Sam was scarcely inside when the stink cart rumbled into the square.  The lavatory man connected his hoses to the inlet and outlet valves, before fixing the other end of the inlet hose to the cistern on the convenience roof.  We smiled knowingly and watched the entrance – the carter was about to be drenched and, forbidden to speak, we could utter no warning.  Sam soon emerged, dripping and furious, his breeches still about his upper thighs.

In the excitement, I almost missed seeing the carriage.  The well oiled axle made hardly a sound, there was no obvious reason for me to move my head.  Indeed, I was almost certainly the only slave to turn from Sam and the lavatory man.  Perhaps I was prompted by the goddess.

The carriage was worth more than a cursory glance.  Occasionally I had seen such vehicles, but not often.  It was lightly and gracefully built – royal blue and gleaming silver– rolling silently on its two well-oiled wheels.  The vehicle’s beauty brought a lump to my throat.

Lovely as the coach was, it couldn’t compare with the twelve perfectly matched slaves at the traces.  They were tall and slim, platinum blonde hair falling almost to the waist.  Stepping high, their knees rose to navel level on each precisely synchronised pace.  Their faces were masks of arrogance – proud of their slavery, they would surely have sneered at a princess.

The fittings were worthy of the slaves.  Their tall royal blue plumes were set in headpieces of what was certainly real silver.  The harnesses were fitted with the same metal.  The leatherwork matched the plumes – no detail was less than splendid.

 

.........................

 

Queries:

 

Looking at the right hand shaft to more closely gauge the other slaves’ mood

 

I don’t usually worry prescriptively about split infinitives, but I do think above would be better as ‘more closely to gauge’.

 

Not only dont I know what cargoes we hauled, but feel that

 

Would ‘not only am I unaware of what cargoes...’ be better?

 

Sarah was more practical – when she saw duty neglected her inevitable answer was the whip.

 

This only made sense to me when I inserted a comma after ‘neglected’.

 

 

typo:

 

without having to wait for the world come.

 

 

===========================================

 

Word docs of the actual chapters are freely available to readers of this blog.

 

 On this site, if you want to leave comments all you need do is type 'nospam' in confirm box and your name.

 

The links to all Chapter comments by me are here: http://weirdmonger.blogspot.com/2008/06/odalisque.html

 

 

 

Posted by: newdfl on 8/16/2008 9:17:12 AM , 1 comments

Submitted by Pet at 8/16/2008 10:43:25 AM

Thank you for that.

You may be surprised to hear that not only have I corrected the typo, but have implemented what you suggest on all of the queries (without quibble).
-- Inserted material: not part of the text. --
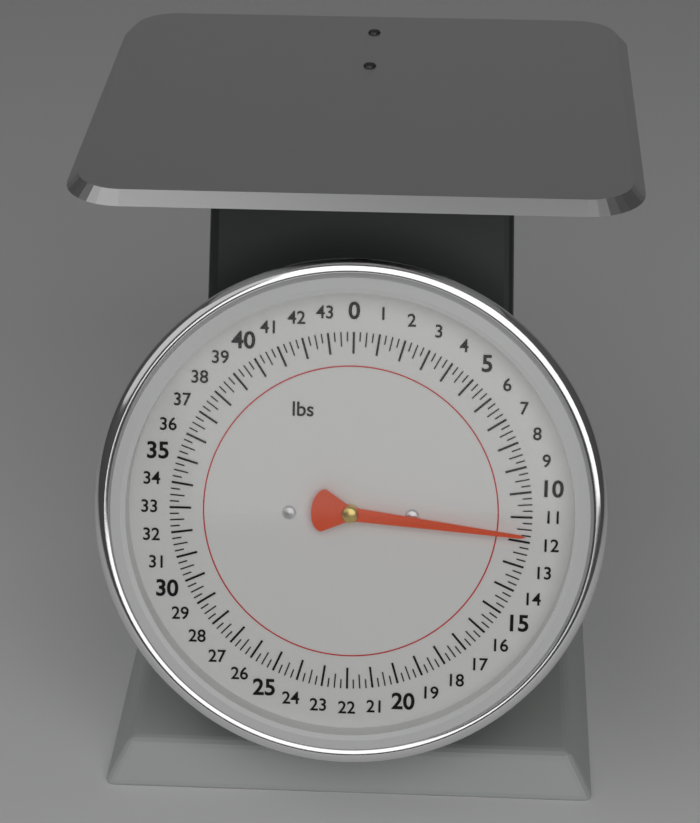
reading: 11.75 lbs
I must have scurried over the text too quickly in all the re-writings and polishings of this chapter. (Perhaps too anxious to move on to Chapter 21?)

The strangest slip is the split infinitive. Generally, I am less tolerant of split infinitives than you are. Yet this one slipped through. Not any more, though! Thanks for pointing it out.

"Scallimandering" is a good word. One doesn't need a dictionary to know what it means.

I added a lot to this chapter in its final revision -- including delivering to the Laughing Phallus, Tuerqui's forlorn attempts to glimpse her daughter, and the door knocker dream that you quote.

Another addition at the final revision stage was passing by The Scree (and Rabbit Wood). This, like delivering to the Laughing Phallus, was intended to give a sense of interconnecting unity to the plot (as you remark). In the words of Goldfrapp's song "Monster Love":

Everything comes around
Bringing us back again
Here is where we start
And where we end

I, too, especially like the passage to which you devote a longer than usual quotation. It contains so much precise detail -- and juxtoposes the base and the sublime. It is, in some wise, the epitome of the book as a whole.